I would have pleaded with Hartog, even then, to spare Van Luck from being cast adrift upon the sea, but I knew no word of mine would change his purpose. Besides, an example must be made, and in the rough life we led the administration of justice was the prerogative of the captain alone. A boat was therefore prepared, three days' provisions were placed on board of her, and Van Luck was sent upon what promised to be his last voyage.

For as long as the boat remained in sight we could see that the castaway made no effort, either with the sail or the oars, to shape a course in any direction. He appeared to have abandoned hope, and to have made up his mind to let the wind and the waves carry him whithersoever they would.
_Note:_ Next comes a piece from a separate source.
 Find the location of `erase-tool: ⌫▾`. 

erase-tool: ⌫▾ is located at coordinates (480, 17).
At length the boat appeared but a speck upon the ocean, and finally it vanished beyond the horizon.

For some time after the quelling of the mutiny Hartog maintained strict discipline among officers and crew, issuing his orders in the peremptory manner of one accustomed to command, and seldom speaking to any except upon matters connected with the ship. But when order was restored his mood changed, and we resumed our friendly chats together in the cabin. He never referred to Van Luck, whom he seemed to have wiped from the slate of his recollection, nor did he again allude to the mutiny. Once, when I touched upon it, he had cut me short, and I could see from his manner that all reference to it must henceforth be taboo. But I could not help sometimes recalling the picture of the boat with the solitary man on board of her, drifting upon the grey waste of sea, and I often wondered if Dirk Hartog had been able to obliterate that picture from his mind.
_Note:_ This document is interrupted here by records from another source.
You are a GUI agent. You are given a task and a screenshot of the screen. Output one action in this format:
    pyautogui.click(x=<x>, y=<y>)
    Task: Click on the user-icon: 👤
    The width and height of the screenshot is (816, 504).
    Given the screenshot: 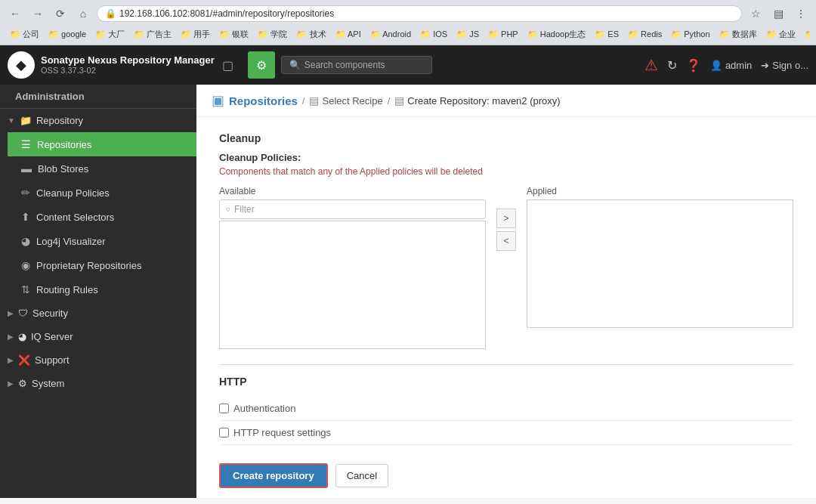 What is the action you would take?
    pyautogui.click(x=716, y=65)
    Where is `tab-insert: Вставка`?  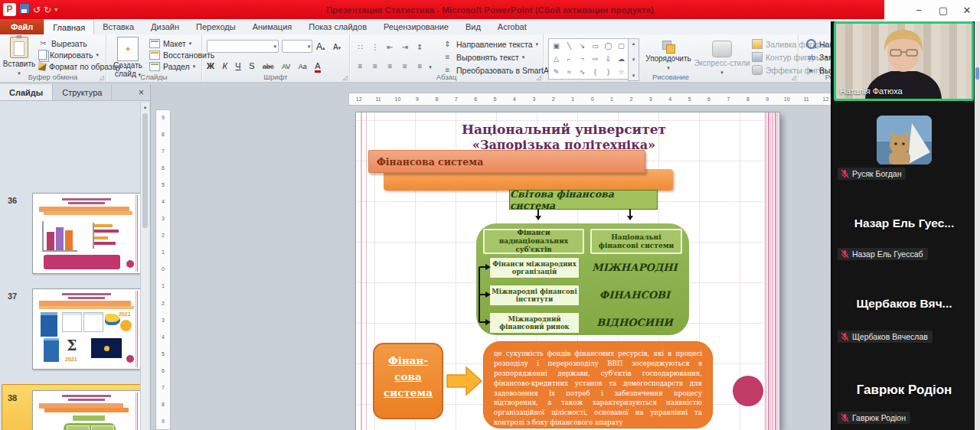
tab-insert: Вставка is located at coordinates (118, 27).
We now once more sailed in familiar waters, and passed many vessels as we neared home, where we arrived, without mishap, towards the end of the year 1620, after an absence of nearly five years, which was not regarded at that time as a voyage of unusual duration.

CHAPTER X

I EMBARK ON A SECOND VOYAGE

On my arrival at Amsterdam I obtained leave from my master, De Decker, to visit my parents, and was received by them at my home at Urk with a great show of affection, which, however, I found to be somewhat lessened when it was known I had come back with empty pockets. My father urged me to give up the sea, and to stick more closely to the business of a merchant at Amsterdam, for which my education had fitted me, and my mother extorted from me a half-willing promise that I would follow my father's advice. I also met Anna Holstein, to whom I related my adventures; nor did I conceal from her that my worldly condition was not yet sufficiently improved to warrant my making formal proposals for her hand in marriage.
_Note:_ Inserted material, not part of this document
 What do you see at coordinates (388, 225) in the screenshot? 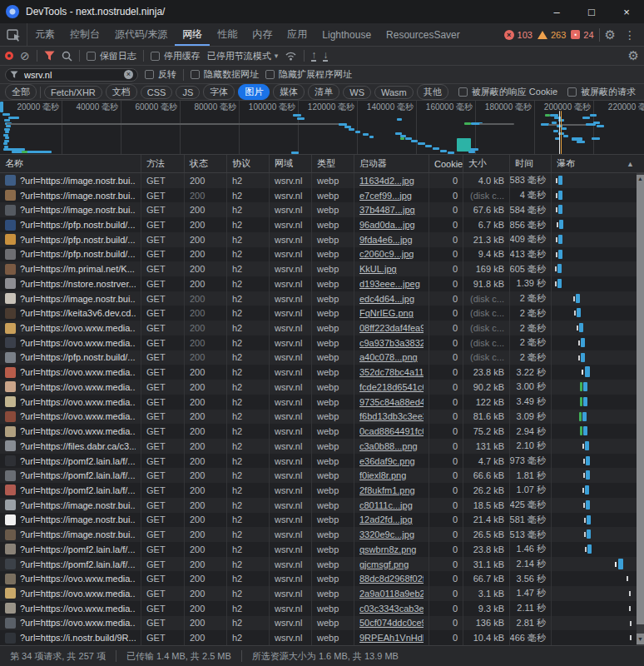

My mother pronounced my appearance much improved, when she heard of my attachment to Anna she declared me to be a fit mate for any lady in the land.

"Of a truth, Peter," she said, "thou art become a proper man, like thy father was before thee, and in my day a young man of spirit chose his wife where he would. My own parents made objections to my being married to your father without some payment to them in goods or money, to compensate for the expense of my upbringing. But Abel Van Bu, thy father, came to our house one June morning and bade me make ready to marry him that very day, a clerk in holy orders being come to Urk to mate together those islanders who were willing to be wed according to the rites of the Church, and Abel's manner was so masterful that neither I nor my parents dared say him nay. This is how I came to marry your father, my son, and were I a man such as thou, art, I would take the girl of my choosing, in the same manner as thy father did."

But although I laughingly agreed with my mother, I knew that such a way of proceeding would not answer with Anna Holstein. Anna was rich. It would have shamed me to go to her, a penniless husband. Still, love is blind, and that Anna and I loved each other was not to be denied; so, one evening, by the Zuider Zee, we once more plighted our troth.